NEW YORK (GenomeWeb News) – A pair of studies appearing online today in Nature are uncovering genetic variants involved in elevated blood lipid levels — and offering functional insights into how one GWAS-identified locus influences blood lipid levels.
In the first of these studies, researchers from 17 countries used a meta-analysis of dozens of genome-wide association studies on more than 100,000 individuals to pin down 95 variants linked to blood lipid levels in European and other populations.
As reported in a second paper, some members of the same team then used human cohort, cell line, and mouse model studies to focus in on one chromosome 1 locus identified through that GWAS. In the process, they demonstrated that a non-coding variant in this locus alters the expression of a gene called SORT1 in the liver, leading to changes in liver secretion of low density lipoprotein cholesterol and its precursor.
"[W]e are moving from discovery to understanding brand-new information about how genes alter the lipids that contribute to heart disease," GWAS co-author Christopher O'Donnell, a researcher affiliated with the National Heart, Lung, and Blood Institute and Harvard Medical School, who helped lead the Framingham Heart Study, said in a statement.

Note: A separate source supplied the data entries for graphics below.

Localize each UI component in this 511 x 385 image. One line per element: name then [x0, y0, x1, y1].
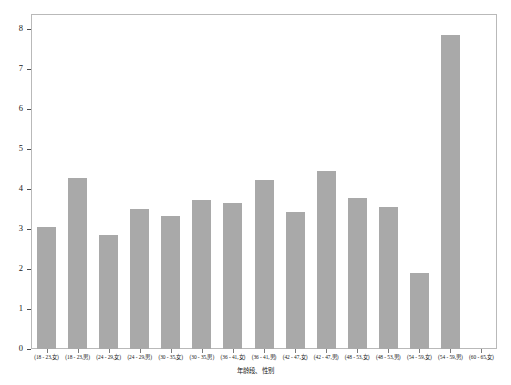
- x-axis-tick-label: (42 - 47,女): [280, 353, 311, 361]
- bar: [379, 207, 398, 349]
- y-axis-tick-label: 5: [19, 142, 23, 155]
- x-axis-tick-label: (60 - 65,女): [466, 353, 497, 361]
- x-axis-tick-label: (18 - 23,女): [31, 353, 62, 361]
- bars-layer: [31, 14, 497, 349]
- bar: [99, 235, 118, 349]
- y-axis-tick-label: 0: [19, 342, 23, 355]
- bar: [317, 171, 336, 349]
- y-axis-tick-label: 1: [19, 302, 23, 315]
- bar: [410, 273, 429, 349]
- bar: [441, 35, 460, 349]
- bar: [255, 180, 274, 349]
- bar: [161, 216, 180, 349]
- x-axis-tick-label: (30 - 35,女): [155, 353, 186, 361]
- y-axis-tick-label: 7: [19, 62, 23, 75]
- y-axis-tick-label: 3: [19, 222, 23, 235]
- bar: [37, 227, 56, 349]
- y-axis-tick-label: 6: [19, 102, 23, 115]
- bar: [223, 203, 242, 349]
- x-axis-title: 年龄段、性别: [0, 366, 511, 375]
- x-axis-tick-label: (30 - 35,男): [186, 353, 217, 361]
- bar: [348, 198, 367, 349]
- y-axis-tick-label: 2: [19, 262, 23, 275]
- x-axis-tick-label: (36 - 41,男): [248, 353, 279, 361]
- x-axis-tick-label: (48 - 53,女): [342, 353, 373, 361]
- y-axis-tick-label: 8: [19, 22, 23, 35]
- x-axis-tick-label: (24 - 29,男): [124, 353, 155, 361]
- bar: [130, 209, 149, 349]
- x-axis-tick-label: (36 - 41,女): [217, 353, 248, 361]
- y-axis-tick-mark: [27, 349, 31, 350]
- x-axis-tick-label: (54 - 59,男): [435, 353, 466, 361]
- bar: [192, 200, 211, 349]
- x-axis-tick-label: (18 - 23,男): [62, 353, 93, 361]
- bar: [286, 212, 305, 349]
- x-axis-tick-label: (54 - 59,女): [404, 353, 435, 361]
- y-axis-tick-label: 4: [19, 182, 23, 195]
- x-axis-tick-label: (48 - 53,男): [373, 353, 404, 361]
- x-axis-tick-label: (42 - 47,男): [311, 353, 342, 361]
- bar-chart: 012345678 (18 - 23,女)(18 - 23,男)(24 - 29…: [0, 0, 511, 385]
- x-axis-tick-label: (24 - 29,女): [93, 353, 124, 361]
- bar: [68, 178, 87, 349]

"These results help refine our course for preventing and treating heart disease, a health problem that affects millions of Americans and many more people worldwide," National Institutes of Health Director Francis Collins, a co-author on the GWAS paper, said in a statement.
The researchers started by doing a meta-analysis of 46 GWAS involving roughly 100,000 individuals of European ancestry from the US, Europe, and Australia.
In particular, they looked for genetic variants associated with total plasma cholesterol levels, as well as blood levels of LDL cholesterol, or "bad cholesterol," high density lipoprotein cholesterol, and triglycerides, using previously collected data to look at about 2.6 million directly genotyped or imputed SNPs.
Using this approach, the team found 95 loci associated with one or more of the blood lipid traits tested, including dozens of previously detected loci and 59 loci not found in past studies.
While some of these variants fell in and around genes known to regulate lipid levels, others were found in parts of the genome that offered no obvious clues about their function.
The team found that most of the loci detected through the meta-analysis were associated with blood lipid levels in other populations as well, based on their analyses of some 15,000 East Asian individuals from China, Korea, and the Philippines, about 9,000 South Asian individuals, 8,000 African-Americans, and genotyping studies of thousands more Europeans.
"These observations indicate that most (but probably not all) of the 95 lipid loci identified in this study contribute to the genetic architecture of lipid traits widely across global populations," they wrote.
Moreover, follow-up studies of 24,607 individuals of European ancestry with coronary artery disease risk and 66,197 unaffected control individuals suggest a subset of the loci influence coronary artery disease risk.
Some of the variants that were most strongly associated with levels of LDL cholesterol, a heart attack risk factor, fell in a chromosome 1 locus previously implicated in myocardial infarction or heart attack risk.
In the accompanying study, members of the team began exploring the functional consequences of these chromosome 1p13 variants, bringing information from cohort studies together with expression and other experiments using cell lines and mouse models.
"[W]e delve deeper into one specific signpost and move from genomic localization to biologic understanding by discovering how genetic variation leads to clinical symptoms in living organisms," Massachusetts General Hospital Director of Preventive Cardiology Sekar Kathiresan, co-corresponding author on both papers, said in a statement.
They found that SNPs between the CELSR2 and PSRC1 genes in the 1p13 locus apparently influence the expression of certain genes in the liver, including SORT1, which codes for the protein sortilin.
Indeed, their subsequent experiments suggest that the causal variant for LDL cholesterol levels in this locus, rs12740374, alters transcription factor binding patterns in such a way that the expression of SORT1 shifts in the liver. This altered expression, in turn, appears to influence the amount of very low density lipoprotein, an LDL precursor, secreted from the liver.
"[W]e provide functional evidence for a novel regulatory pathway for lipoprotein metabolism and suggest that modulation of this pathway may alter risk for [myocardial infarction] in humans," the researchers wrote.
Those involved in the study say the findings may eventually prove useful for designing new treatments for elevated blood lipid levels and/or heart disease risk.
"The SORT1 pathway is an unexpected but promising new target for therapeutic intervention to reduce LDL cholesterol and, in turn, heart attacks," co-lead author Kiran Musunuru, a clinical and research fellow affiliated with the Massachusetts General Hospital and the Broad Institute, said in a statement.
And, researchers say, the studies support the idea that clinically important genetic changes can be identified using the GWAS approach.
"These studies demonstrate that GWAS — done at the proper scale and with the proper tools — remain a powerful approach to understanding biology and disease, and that even non-coding variants can have a clinical effect," Musunuru said in a statement.